It’s no secret that at any given time, the NYT Bestsellers list will have at least one book by Bill O’Reilly, Glenn Beck, Ann Coulter and/or Michelle Malkin. That’s been true for a long time now, but it’s been especially true over the last nine months.
Over at Salon, Steve Almond has been reading the bestsellers of conservative pundits so you don’t have to, and he’s come to a fascinating conclusion:
These texts are not the psychotic, fact-challenged rants of the mad, but carefully crafted metafictions in which the mundane terrors of cultural dislocation are recast as riveting epics of paranoia.
As such, they fit into a long literary tradition, one that extends from the rhapsodic delusions of "Don Quixote" to the airborne toxic events of Don DeLillo, from the surreal prophecy of Revelation to the post-apocalyptic visions of Cormac McCarthy's "The Road." Though written in different eras and wildly divergent styles, these works are all about the incursion of sinister forces on an unsuspecting populace. It’s possible he’s being sarcastic here. But he’s got a point.
I mean, look at the basic synopsis of these books:
A charismatic and suspiciously wealthy foreigner with a false US passport rises to power and – despite reams of evidence indicating he was born on foreign soil and has close ties to Chicago’s corrupt political machine – is inexplicably elected president, after which he enacts a secret, multilayered plan to rewrite the Constitution and create a Socialist dictatorship where gun ownership and Christianity are capital crimes and dissenters are thrown into FEMA camps – and all with the help of the sympathetic mainstream left-wing media who helped him achieve power.

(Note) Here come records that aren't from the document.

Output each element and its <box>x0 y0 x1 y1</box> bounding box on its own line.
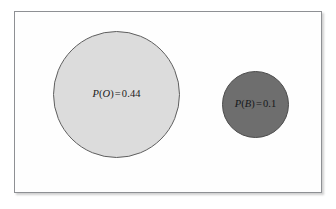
equals-sign: = <box>115 88 121 99</box>
outcome-o-region[interactable]: P(O)=0.44 <box>53 31 180 158</box>
close-paren: ) <box>110 88 114 99</box>
outcome-o-label: P(O)=0.44 <box>92 89 140 100</box>
diagram-panel: P(O)=0.44 P(B)=0.1 <box>14 11 322 193</box>
probability-venn-figure: P(O)=0.44 P(B)=0.1 <box>0 0 336 209</box>
equals-sign: = <box>256 98 262 109</box>
close-paren: ) <box>251 98 255 109</box>
outcome-b-label: P(B)=0.1 <box>235 99 277 110</box>
probability-value-o: 0.44 <box>122 88 141 99</box>
outcome-b-region[interactable]: P(B)=0.1 <box>222 71 289 138</box>
probability-value-b: 0.1 <box>263 98 276 109</box>
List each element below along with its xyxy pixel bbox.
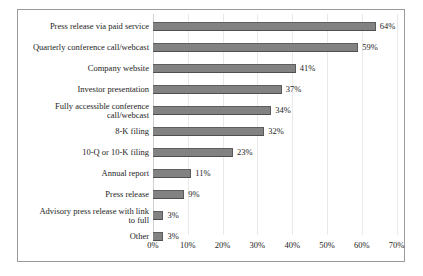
bar-value-label: 37% (286, 85, 302, 94)
category-label: Press release (0, 190, 149, 200)
bar-fill (153, 169, 191, 178)
bar-row: Press release via paid service64% (153, 16, 397, 37)
bar (153, 148, 233, 157)
bar-value-label: 9% (188, 190, 199, 199)
bar-value-label: 23% (237, 148, 253, 157)
bar (153, 211, 163, 220)
category-label: Annual report (0, 169, 149, 179)
bar-fill (153, 106, 271, 115)
bar-row: Advisory press release with link to full… (153, 205, 397, 226)
bar-value-label: 11% (195, 169, 210, 178)
x-tick-label: 0% (147, 240, 158, 250)
plot-area: Press release via paid service64%Quarter… (153, 14, 397, 235)
bar-fill (153, 43, 358, 52)
bar-fill (153, 148, 233, 157)
bar-fill (153, 22, 376, 31)
category-label: Investor presentation (0, 85, 149, 95)
bar (153, 64, 296, 73)
bar-row: 8-K filing32% (153, 121, 397, 142)
x-tick-label: 60% (354, 240, 370, 250)
bar-row: Annual report11% (153, 163, 397, 184)
category-label: Fully accessible conference call/webcast (0, 101, 149, 120)
x-tick-label: 50% (319, 240, 335, 250)
bar (153, 127, 264, 136)
bar-value-label: 41% (300, 64, 316, 73)
x-tick-label: 10% (180, 240, 196, 250)
bar (153, 190, 184, 199)
bar-rows: Press release via paid service64%Quarter… (153, 14, 397, 235)
bar-value-label: 59% (362, 43, 378, 52)
x-tick-label: 20% (215, 240, 231, 250)
bar-row: Press release9% (153, 184, 397, 205)
chart-frame: Press release via paid service64%Quarter… (17, 9, 405, 262)
category-label: Advisory press release with link to full (0, 206, 149, 225)
bar-row: Fully accessible conference call/webcast… (153, 100, 397, 121)
x-axis: 0%10%20%30%40%50%60%70% (153, 240, 397, 254)
gridline (397, 14, 398, 235)
category-label: Quarterly conference call/webcast (0, 43, 149, 53)
bar-row: Company website41% (153, 58, 397, 79)
bar-fill (153, 190, 184, 199)
category-label: 8-K filing (0, 127, 149, 137)
category-label: Press release via paid service (0, 22, 149, 32)
bar (153, 106, 271, 115)
x-tick-label: 40% (284, 240, 300, 250)
bar (153, 43, 358, 52)
bar (153, 22, 376, 31)
bar-fill (153, 211, 163, 220)
bar (153, 85, 282, 94)
bar-fill (153, 127, 264, 136)
bar-value-label: 34% (275, 106, 291, 115)
x-tick-label: 70% (389, 240, 405, 250)
bar-row: Quarterly conference call/webcast59% (153, 37, 397, 58)
bar-fill (153, 85, 282, 94)
bar-value-label: 64% (380, 22, 396, 31)
bar (153, 169, 191, 178)
category-label: Company website (0, 64, 149, 74)
category-label: 10-Q or 10-K filing (0, 148, 149, 158)
bar-row: Investor presentation37% (153, 79, 397, 100)
bar-value-label: 32% (268, 127, 284, 136)
bar-value-label: 3% (167, 211, 178, 220)
bar-row: 10-Q or 10-K filing23% (153, 142, 397, 163)
x-tick-label: 30% (250, 240, 266, 250)
bar-fill (153, 64, 296, 73)
category-label: Other (0, 232, 149, 242)
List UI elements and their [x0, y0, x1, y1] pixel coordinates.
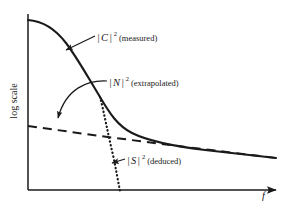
- label-extrapolated: |N|2(extrapolated): [108, 76, 179, 88]
- y-axis-label: log scale: [9, 71, 19, 131]
- label-measured-paren: (measured): [117, 33, 157, 43]
- label-measured: |C|2(measured): [96, 31, 157, 43]
- annotation-arrow-c: [66, 36, 95, 50]
- figure-root: |C|2(measured) |N|2(extrapolated) |S|2(d…: [0, 0, 294, 211]
- x-axis-label: f: [262, 191, 265, 202]
- label-deduced: |S|2(deduced): [126, 154, 181, 166]
- label-deduced-paren: (deduced): [145, 156, 181, 166]
- label-extrapolated-paren: (extrapolated): [129, 78, 179, 88]
- annotation-arrow-n: [58, 81, 107, 118]
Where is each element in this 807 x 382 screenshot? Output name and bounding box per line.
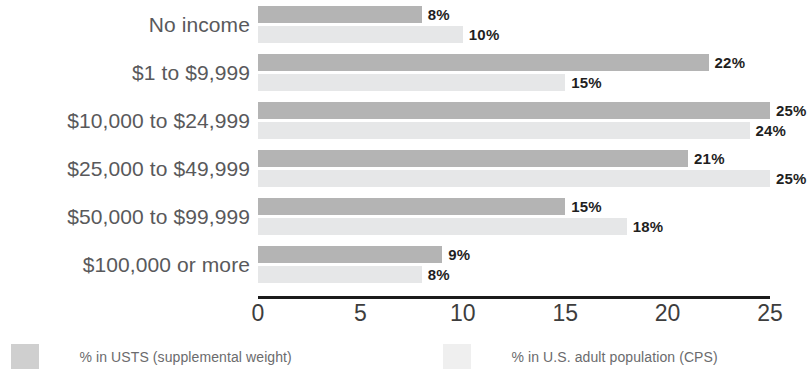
bar — [258, 170, 770, 187]
bar-with-value: 10% — [258, 26, 499, 43]
bar-with-value: 21% — [258, 150, 725, 167]
x-axis-tick-labels: 0 5 10 15 20 25 — [0, 300, 796, 330]
bar-value-label: 18% — [627, 218, 664, 235]
legend-item-cps: % in U.S. adult population (CPS) — [443, 344, 718, 374]
bar-value-label: 15% — [565, 74, 602, 91]
bar-with-value: 15% — [258, 74, 602, 91]
bar-value-label: 8% — [422, 266, 450, 283]
chart-category-row: $100,000 or more9%8% — [0, 242, 796, 290]
bar-value-label: 25% — [770, 102, 807, 119]
legend-label-usts: % in USTS (supplemental weight) — [43, 349, 291, 365]
bar-with-value: 15% — [258, 198, 602, 215]
category-label: $100,000 or more — [0, 250, 250, 280]
bar-value-label: 8% — [422, 6, 450, 23]
bar — [258, 150, 688, 167]
bar-value-label: 9% — [442, 246, 470, 263]
bar-value-label: 10% — [463, 26, 500, 43]
chart-category-row: No income8%10% — [0, 2, 796, 50]
bar — [258, 122, 750, 139]
chart-category-row: $10,000 to $24,99925%24% — [0, 98, 796, 146]
bar-with-value: 24% — [258, 122, 786, 139]
bar — [258, 26, 463, 43]
bar-with-value: 8% — [258, 266, 450, 283]
bar-value-label: 21% — [688, 150, 725, 167]
category-label: No income — [0, 10, 250, 40]
x-tick-0: 0 — [228, 300, 288, 327]
category-label: $1 to $9,999 — [0, 58, 250, 88]
bar-with-value: 8% — [258, 6, 450, 23]
bar-with-value: 25% — [258, 170, 807, 187]
bar — [258, 74, 565, 91]
bar — [258, 6, 422, 23]
x-tick-3: 15 — [535, 300, 595, 327]
bar — [258, 198, 565, 215]
bar — [258, 246, 442, 263]
legend-label-cps: % in U.S. adult population (CPS) — [475, 349, 717, 365]
plot-area: No income8%10%$1 to $9,99922%15%$10,000 … — [0, 0, 796, 300]
bar-with-value: 22% — [258, 54, 745, 71]
x-axis-line — [258, 296, 770, 299]
x-tick-1: 5 — [330, 300, 390, 327]
category-label: $25,000 to $49,999 — [0, 154, 250, 184]
x-tick-4: 20 — [638, 300, 698, 327]
bar-value-label: 15% — [565, 198, 602, 215]
x-tick-5: 25 — [740, 300, 800, 327]
bar-with-value: 18% — [258, 218, 663, 235]
chart-category-row: $1 to $9,99922%15% — [0, 50, 796, 98]
legend-swatch-cps-icon — [443, 344, 471, 369]
chart-legend: % in USTS (supplemental weight) % in U.S… — [0, 344, 796, 382]
bar-value-label: 25% — [770, 170, 807, 187]
chart-category-row: $25,000 to $49,99921%25% — [0, 146, 796, 194]
legend-item-usts: % in USTS (supplemental weight) — [11, 344, 292, 374]
bar-with-value: 25% — [258, 102, 807, 119]
bar — [258, 266, 422, 283]
bar — [258, 54, 709, 71]
legend-swatch-usts-icon — [11, 344, 39, 369]
bar-with-value: 9% — [258, 246, 470, 263]
chart-category-row: $50,000 to $99,99915%18% — [0, 194, 796, 242]
bar-value-label: 24% — [750, 122, 787, 139]
category-label: $50,000 to $99,999 — [0, 202, 250, 232]
bar — [258, 218, 627, 235]
x-tick-2: 10 — [433, 300, 493, 327]
bar-value-label: 22% — [709, 54, 746, 71]
category-label: $10,000 to $24,999 — [0, 106, 250, 136]
bar — [258, 102, 770, 119]
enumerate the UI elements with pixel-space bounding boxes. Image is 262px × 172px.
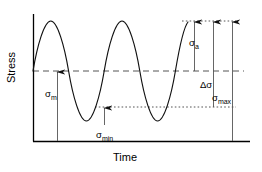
- y-axis-label: Stress: [6, 44, 17, 92]
- sigma-m-label: σm: [45, 89, 57, 101]
- x-axis-label: Time: [113, 152, 137, 163]
- sigma-a-label: σa: [189, 38, 199, 50]
- sigma-a-subscript: a: [195, 43, 199, 50]
- sigma-min-label: σmin: [96, 130, 113, 142]
- plot-canvas: [0, 0, 262, 172]
- delta-sigma-symbol: Δσ: [200, 79, 212, 90]
- cyclic-stress-diagram: Stress Time σa σm σmin Δσ σmax: [0, 0, 262, 172]
- sigma-m-subscript: m: [51, 94, 57, 101]
- sigma-max-subscript: max: [218, 98, 231, 105]
- sigma-max-label: σmax: [212, 93, 231, 105]
- sigma-min-subscript: min: [102, 135, 113, 142]
- delta-sigma-label: Δσ: [200, 80, 212, 90]
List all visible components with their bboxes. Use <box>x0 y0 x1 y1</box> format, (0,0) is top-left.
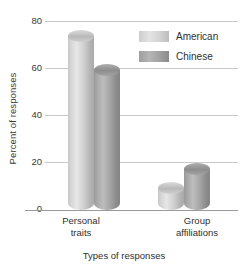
y-tick-label-60: 60 <box>18 63 42 73</box>
bar-american-group-affiliations <box>158 182 184 210</box>
x-category-line2: affiliations <box>142 227 248 239</box>
legend-label-american: American <box>176 31 218 42</box>
y-tick-label-40: 40 <box>18 110 42 120</box>
x-category-line1: Group <box>142 215 248 227</box>
y-axis-title: Percent of responses <box>7 49 18 189</box>
y-tick-label-20: 20 <box>18 157 42 167</box>
x-category-line1: Personal <box>26 215 136 227</box>
y-tick-label-80: 80 <box>18 16 42 26</box>
american-swatch-icon <box>139 31 169 42</box>
bar-body <box>184 169 210 210</box>
chinese-swatch-icon <box>139 51 169 62</box>
bar-body <box>94 70 120 210</box>
x-category-personal-traits: Personal traits <box>26 215 136 238</box>
legend-item-chinese: Chinese <box>139 48 243 65</box>
legend-label-chinese: Chinese <box>176 51 213 62</box>
bar-body <box>68 36 94 210</box>
gridline-80 <box>45 21 238 22</box>
bar-chart: Percent of responses 80 60 40 20 0 <box>0 0 248 277</box>
y-tick-label-0: 0 <box>18 204 42 214</box>
bar-cap <box>94 64 120 76</box>
x-axis-title: Types of responses <box>0 250 248 261</box>
x-axis-line <box>25 210 238 211</box>
legend-item-american: American <box>139 28 243 45</box>
bar-cap <box>158 182 184 194</box>
legend: American Chinese <box>139 28 243 68</box>
bar-chinese-personal-traits <box>94 64 120 210</box>
x-category-group-affiliations: Group affiliations <box>142 215 248 238</box>
bar-cap <box>184 163 210 175</box>
bar-chinese-group-affiliations <box>184 163 210 210</box>
bar-american-personal-traits <box>68 30 94 210</box>
x-category-line2: traits <box>26 227 136 239</box>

It sounds like something Dan Brown would come with, doesn’t it?
Or it would if Obama was Roman Catholic. But you see what I’m saying.
If these books were in the Fiction section, they’d be right at home alongside Sinclair Lewis’
It Can’t Happen Here, Jack London’s
The Iron Heel, James Ellroy’s
American Tabloid, Larry Beinhart’s
American Hero (now known as
Wag The Dog) and other American conspiracy classics – to say nothing of alternate histories like Philip Roth’s
The Plot To Destroy America, Philip K Dick’s
The Man In The High Castle and, well, everything Harry Turtledove writes. Okay, they wouldn't be as good as any of those. But neither is Dan Brown, and he's successful enough to warrant his new book
getting pirated on the Internets.
The problem, of course, is that Beck et al are NOT in the Fiction section. And their fan base, for the most part, believes every word of it is true. Hence all the shouting and freaking out.
But considering we’ve reached a stage where reality TV is scripted and it is entirely possible to filter yr media/information intake to conform with all of yr sociopolitical biases to the point where subjectivity morphs into a vivid alternate reality, the separation of fact and fiction is probably a moot point.
Which gets me to thinking about something I thought of back when Michael Crichton’s eco-terror thriller
State Of Fear (the central premise of which is that the global warming skeptics are right)
won an award for journalism from the American Association of Petroleum Geologists, which is this:
Imagine if the “Fiction” and “Non-fiction” sections were blended into one big section, leaving it entirely up to the reader to decide which is a true story and which is 100% fabricated. Some would be rather obvious (space operas, movie novelizations, Harlequin romances, etc). Others, perhaps not.
Would the results really be all that different from what’s happening now?